David Dunning is a social psychologist and a Cornell University professor. He is most famous for the Dunning-Kruger Effect (DKE) discovery, a cognitive bias in which incompetent people tend to overestimate their competence.
“Although what we know is often perceptible to us, even the broad outlines of what we don’t know are all too often completely invisible,” Dunning wrote in an article for Pacific Standard magazine. “To a great degree, we fail to recognize the frequency and scope of our ignorance.”
However, there is a way to avoid the Dunning-Kruger effect, and he addressed it during a recent Reddit AMA series.
The best way to avoid errors that you are unaware of (the Dunning-Kruger effect) is not to catch those errors (you won’t see them anyway), but to avoid making them in the first place. Or, if you are bound to make them, to mitigate their effect. How to do that?
Get competent. Always be learning.
Absent that, get mentors or a “kitchen cabinet” of people whose opinions you’ve found useful in the past.
Or, know when the problem is likely to be most common, such as when you are doing something new. For myself, for instance, I know how to give a lecture or a public talk. I do it all the time. However, just last month I had to buy a car, for only the fourth time in my life. Knowing this is an uncommon thing for me to do, I spent a lot of time [researching] cars…and also how to buy them.
Our most recent research also suggests one should be wary of quick and impulsive decisions…that those who get caught in DKE errors less are those who deliberate over them, at least a little. People who jump to conclusions are the most prone to overconfident error.
In the spirit of Dunning’s advice to always be learning, check out his full Reddit AMA for more advice and suggestions.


Instructions to follow
Copy the data below exactly, omitting any picture it contains.

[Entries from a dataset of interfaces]
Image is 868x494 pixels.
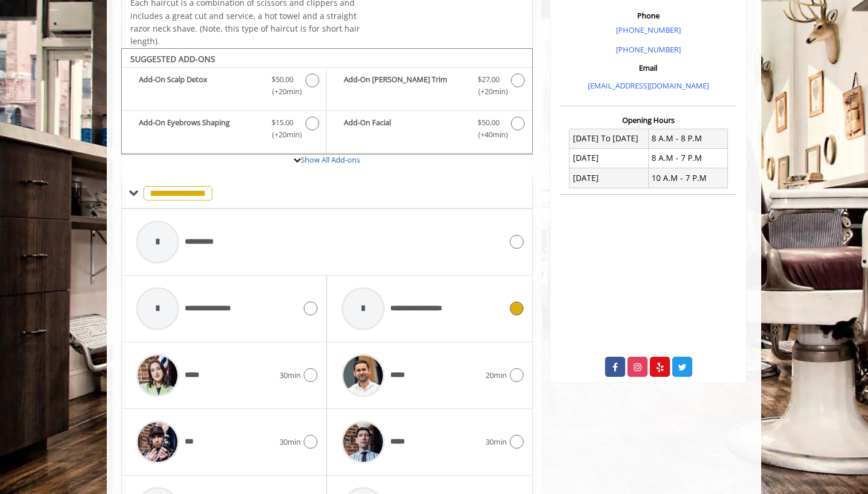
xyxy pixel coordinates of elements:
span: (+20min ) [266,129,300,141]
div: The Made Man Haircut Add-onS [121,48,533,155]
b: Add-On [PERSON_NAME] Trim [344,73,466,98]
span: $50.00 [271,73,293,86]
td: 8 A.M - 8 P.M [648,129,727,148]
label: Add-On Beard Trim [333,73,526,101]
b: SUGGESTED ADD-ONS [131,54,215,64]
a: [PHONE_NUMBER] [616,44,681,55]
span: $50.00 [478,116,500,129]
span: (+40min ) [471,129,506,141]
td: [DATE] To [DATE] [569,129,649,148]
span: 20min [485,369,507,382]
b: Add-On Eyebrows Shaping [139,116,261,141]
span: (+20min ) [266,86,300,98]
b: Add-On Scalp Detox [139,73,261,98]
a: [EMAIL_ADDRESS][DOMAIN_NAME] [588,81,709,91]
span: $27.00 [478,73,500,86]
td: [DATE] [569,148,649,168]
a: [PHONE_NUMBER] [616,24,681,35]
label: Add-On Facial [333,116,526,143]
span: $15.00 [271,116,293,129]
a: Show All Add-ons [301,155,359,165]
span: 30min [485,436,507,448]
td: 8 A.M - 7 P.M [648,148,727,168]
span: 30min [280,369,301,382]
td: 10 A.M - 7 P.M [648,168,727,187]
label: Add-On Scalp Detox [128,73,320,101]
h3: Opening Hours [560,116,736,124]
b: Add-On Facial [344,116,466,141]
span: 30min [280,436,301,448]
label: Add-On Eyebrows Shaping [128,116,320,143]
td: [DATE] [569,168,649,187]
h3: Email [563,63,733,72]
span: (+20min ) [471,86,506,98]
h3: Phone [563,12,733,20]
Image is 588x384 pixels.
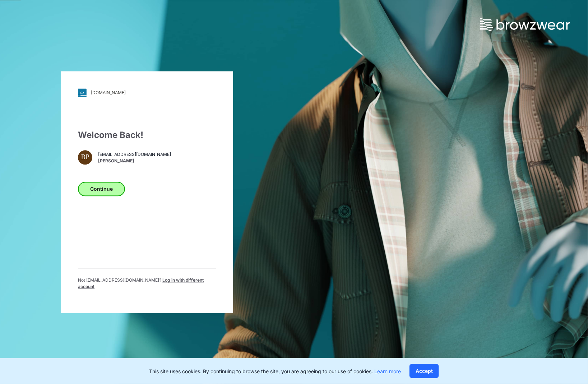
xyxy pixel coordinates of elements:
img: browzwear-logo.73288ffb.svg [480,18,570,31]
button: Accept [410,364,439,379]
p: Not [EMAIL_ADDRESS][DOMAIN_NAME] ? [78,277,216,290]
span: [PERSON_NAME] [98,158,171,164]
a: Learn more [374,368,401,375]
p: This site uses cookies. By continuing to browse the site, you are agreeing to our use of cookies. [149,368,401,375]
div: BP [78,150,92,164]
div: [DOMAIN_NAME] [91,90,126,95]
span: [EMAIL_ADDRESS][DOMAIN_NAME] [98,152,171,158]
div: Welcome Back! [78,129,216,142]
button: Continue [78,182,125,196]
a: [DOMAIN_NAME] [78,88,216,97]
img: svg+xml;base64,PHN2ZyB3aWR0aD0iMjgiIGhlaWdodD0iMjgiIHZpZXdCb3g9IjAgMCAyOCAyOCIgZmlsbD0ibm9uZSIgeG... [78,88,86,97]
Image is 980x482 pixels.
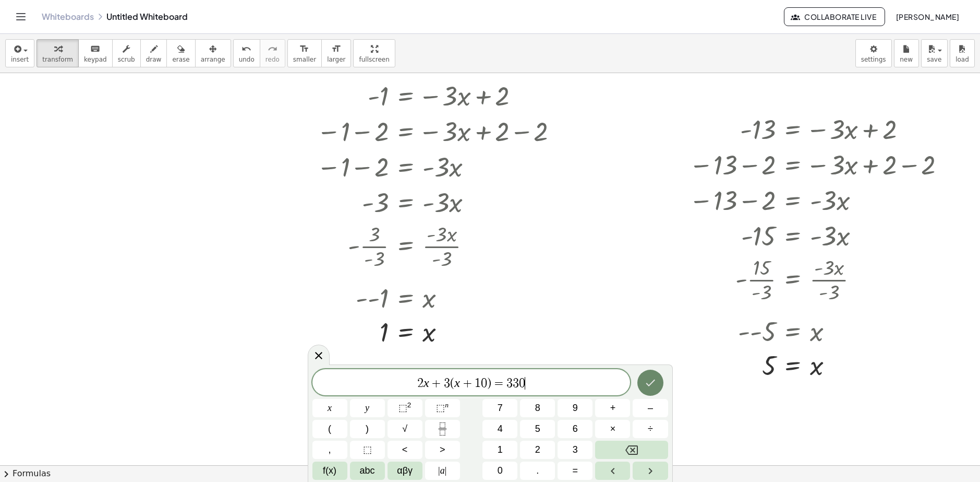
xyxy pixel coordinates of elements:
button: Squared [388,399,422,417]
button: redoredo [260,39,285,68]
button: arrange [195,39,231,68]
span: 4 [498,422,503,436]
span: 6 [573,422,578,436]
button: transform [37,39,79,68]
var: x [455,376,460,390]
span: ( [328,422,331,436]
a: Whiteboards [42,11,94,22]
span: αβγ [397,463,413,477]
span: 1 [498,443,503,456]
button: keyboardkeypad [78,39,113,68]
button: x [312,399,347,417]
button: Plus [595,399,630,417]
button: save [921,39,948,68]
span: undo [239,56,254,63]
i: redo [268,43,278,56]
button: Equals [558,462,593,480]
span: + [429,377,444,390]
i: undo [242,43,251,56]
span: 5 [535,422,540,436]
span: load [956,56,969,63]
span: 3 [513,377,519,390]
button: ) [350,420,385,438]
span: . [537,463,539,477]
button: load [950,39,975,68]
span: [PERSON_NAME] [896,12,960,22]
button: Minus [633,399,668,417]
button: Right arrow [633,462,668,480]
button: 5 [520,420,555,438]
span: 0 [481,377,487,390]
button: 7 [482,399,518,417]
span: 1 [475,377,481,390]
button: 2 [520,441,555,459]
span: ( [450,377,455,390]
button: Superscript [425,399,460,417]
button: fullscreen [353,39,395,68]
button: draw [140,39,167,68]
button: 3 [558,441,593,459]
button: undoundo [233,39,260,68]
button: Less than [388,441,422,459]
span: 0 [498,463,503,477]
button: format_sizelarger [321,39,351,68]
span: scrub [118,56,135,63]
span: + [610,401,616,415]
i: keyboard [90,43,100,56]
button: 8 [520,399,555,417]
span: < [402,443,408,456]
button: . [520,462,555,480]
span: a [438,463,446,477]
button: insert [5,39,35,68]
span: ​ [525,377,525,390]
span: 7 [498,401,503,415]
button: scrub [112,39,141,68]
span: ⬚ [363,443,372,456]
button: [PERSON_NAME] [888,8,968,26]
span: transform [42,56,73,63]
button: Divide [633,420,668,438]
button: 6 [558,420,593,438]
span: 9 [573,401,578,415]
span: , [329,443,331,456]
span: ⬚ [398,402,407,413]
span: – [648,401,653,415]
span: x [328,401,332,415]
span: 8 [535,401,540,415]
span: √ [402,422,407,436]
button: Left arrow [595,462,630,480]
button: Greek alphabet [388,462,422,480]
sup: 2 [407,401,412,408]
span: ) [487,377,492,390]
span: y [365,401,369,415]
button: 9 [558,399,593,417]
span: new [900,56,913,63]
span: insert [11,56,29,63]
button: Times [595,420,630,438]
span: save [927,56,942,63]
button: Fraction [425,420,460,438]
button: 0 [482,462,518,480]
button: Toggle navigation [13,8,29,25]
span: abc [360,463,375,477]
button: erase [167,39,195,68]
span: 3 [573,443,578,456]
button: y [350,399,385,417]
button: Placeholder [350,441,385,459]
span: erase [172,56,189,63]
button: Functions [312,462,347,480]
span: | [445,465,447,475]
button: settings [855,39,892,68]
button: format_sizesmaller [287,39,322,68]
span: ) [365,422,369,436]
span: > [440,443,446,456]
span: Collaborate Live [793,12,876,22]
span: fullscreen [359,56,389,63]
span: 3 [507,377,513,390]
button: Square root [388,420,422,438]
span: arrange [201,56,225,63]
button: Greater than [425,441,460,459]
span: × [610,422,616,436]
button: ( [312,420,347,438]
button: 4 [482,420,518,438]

Answer to this task
Image is 868x494 pixels.
xyxy pixel coordinates of elements:
span: (+20min ) [266,129,300,141]
div: The Made Man Haircut Add-onS [121,48,533,155]
b: Add-On [PERSON_NAME] Trim [344,73,466,98]
span: $50.00 [271,73,293,86]
td: 8 A.M - 8 P.M [648,129,727,148]
label: Add-On Beard Trim [333,73,526,101]
b: SUGGESTED ADD-ONS [131,54,215,64]
a: [PHONE_NUMBER] [616,44,681,55]
span: $50.00 [478,116,500,129]
span: (+40min ) [471,129,506,141]
td: [DATE] To [DATE] [569,129,649,148]
span: 20min [485,369,507,382]
b: Add-On Eyebrows Shaping [139,116,261,141]
span: (+20min ) [266,86,300,98]
b: Add-On Scalp Detox [139,73,261,98]
a: [EMAIL_ADDRESS][DOMAIN_NAME] [588,81,709,91]
span: $27.00 [478,73,500,86]
td: [DATE] [569,148,649,168]
a: [PHONE_NUMBER] [616,24,681,35]
label: Add-On Facial [333,116,526,143]
span: $15.00 [271,116,293,129]
a: Show All Add-ons [301,155,359,165]
span: 30min [485,436,507,448]
td: 8 A.M - 7 P.M [648,148,727,168]
span: 30min [280,369,301,382]
td: 10 A.M - 7 P.M [648,168,727,187]
label: Add-On Scalp Detox [128,73,320,101]
h3: Opening Hours [560,116,736,124]
b: Add-On Facial [344,116,466,141]
span: 30min [280,436,301,448]
label: Add-On Eyebrows Shaping [128,116,320,143]
td: [DATE] [569,168,649,187]
h3: Email [563,63,733,72]
span: (+20min ) [471,86,506,98]
h3: Phone [563,12,733,20]
Image is 588x384 pixels.
xyxy pixel coordinates of elements:
img: browzwear-logo.73288ffb.svg [480,18,570,31]
button: Accept [410,364,439,379]
p: Not [EMAIL_ADDRESS][DOMAIN_NAME] ? [78,277,216,290]
span: [PERSON_NAME] [98,158,171,164]
a: Learn more [374,368,401,375]
p: This site uses cookies. By continuing to browse the site, you are agreeing to our use of cookies. [149,368,401,375]
div: BP [78,150,92,164]
div: [DOMAIN_NAME] [91,90,126,95]
span: [EMAIL_ADDRESS][DOMAIN_NAME] [98,152,171,158]
div: Welcome Back! [78,129,216,142]
button: Continue [78,182,125,196]
a: [DOMAIN_NAME] [78,88,216,97]
img: svg+xml;base64,PHN2ZyB3aWR0aD0iMjgiIGhlaWdodD0iMjgiIHZpZXdCb3g9IjAgMCAyOCAyOCIgZmlsbD0ibm9uZSIgeG... [78,88,86,97]
Image is 980x482 pixels.
xyxy pixel coordinates of elements:
button: Squared [388,399,422,417]
button: redoredo [260,39,285,68]
button: arrange [195,39,231,68]
span: 4 [498,422,503,436]
span: 6 [573,422,578,436]
button: transform [37,39,79,68]
var: x [455,376,460,390]
span: ( [328,422,331,436]
a: Whiteboards [42,11,94,22]
span: αβγ [397,463,413,477]
span: 1 [498,443,503,456]
button: keyboardkeypad [78,39,113,68]
button: x [312,399,347,417]
button: Plus [595,399,630,417]
button: save [921,39,948,68]
span: undo [239,56,254,63]
i: redo [268,43,278,56]
button: Equals [558,462,593,480]
span: + [429,377,444,390]
i: undo [242,43,251,56]
span: 5 [535,422,540,436]
span: load [956,56,969,63]
span: 3 [513,377,519,390]
button: ) [350,420,385,438]
span: . [537,463,539,477]
button: load [950,39,975,68]
span: [PERSON_NAME] [896,12,960,22]
button: Minus [633,399,668,417]
button: Right arrow [633,462,668,480]
button: 5 [520,420,555,438]
span: 0 [481,377,487,390]
button: 7 [482,399,518,417]
span: 1 [475,377,481,390]
button: 2 [520,441,555,459]
span: ( [450,377,455,390]
button: Superscript [425,399,460,417]
button: fullscreen [353,39,395,68]
button: draw [140,39,167,68]
button: 3 [558,441,593,459]
button: undoundo [233,39,260,68]
button: Less than [388,441,422,459]
span: 0 [498,463,503,477]
button: format_sizelarger [321,39,351,68]
span: scrub [118,56,135,63]
span: + [610,401,616,415]
i: keyboard [90,43,100,56]
button: 8 [520,399,555,417]
span: < [402,443,408,456]
button: . [520,462,555,480]
span: a [438,463,446,477]
button: insert [5,39,35,68]
span: ​ [525,377,525,390]
span: 7 [498,401,503,415]
button: scrub [112,39,141,68]
span: ⬚ [363,443,372,456]
button: [PERSON_NAME] [888,8,968,26]
span: transform [42,56,73,63]
button: Divide [633,420,668,438]
button: 6 [558,420,593,438]
span: 9 [573,401,578,415]
span: , [329,443,331,456]
span: ⬚ [398,402,407,413]
span: – [648,401,653,415]
span: x [328,401,332,415]
span: 8 [535,401,540,415]
span: √ [402,422,407,436]
button: Left arrow [595,462,630,480]
button: Greek alphabet [388,462,422,480]
sup: 2 [407,401,412,408]
span: ) [487,377,492,390]
span: y [365,401,369,415]
button: 9 [558,399,593,417]
span: new [900,56,913,63]
span: insert [11,56,29,63]
button: Times [595,420,630,438]
span: save [927,56,942,63]
button: Fraction [425,420,460,438]
button: 0 [482,462,518,480]
button: Toggle navigation [13,8,29,25]
span: abc [360,463,375,477]
button: erase [167,39,195,68]
span: 3 [573,443,578,456]
button: y [350,399,385,417]
button: Placeholder [350,441,385,459]
span: erase [172,56,189,63]
button: Functions [312,462,347,480]
span: | [445,465,447,475]
button: settings [855,39,892,68]
button: format_sizesmaller [287,39,322,68]
span: ) [365,422,369,436]
span: > [440,443,446,456]
span: Collaborate Live [793,12,876,22]
span: fullscreen [359,56,389,63]
span: 3 [507,377,513,390]
button: Square root [388,420,422,438]
span: arrange [201,56,225,63]
button: Greater than [425,441,460,459]
span: × [610,422,616,436]
button: ( [312,420,347,438]
button: 4 [482,420,518,438]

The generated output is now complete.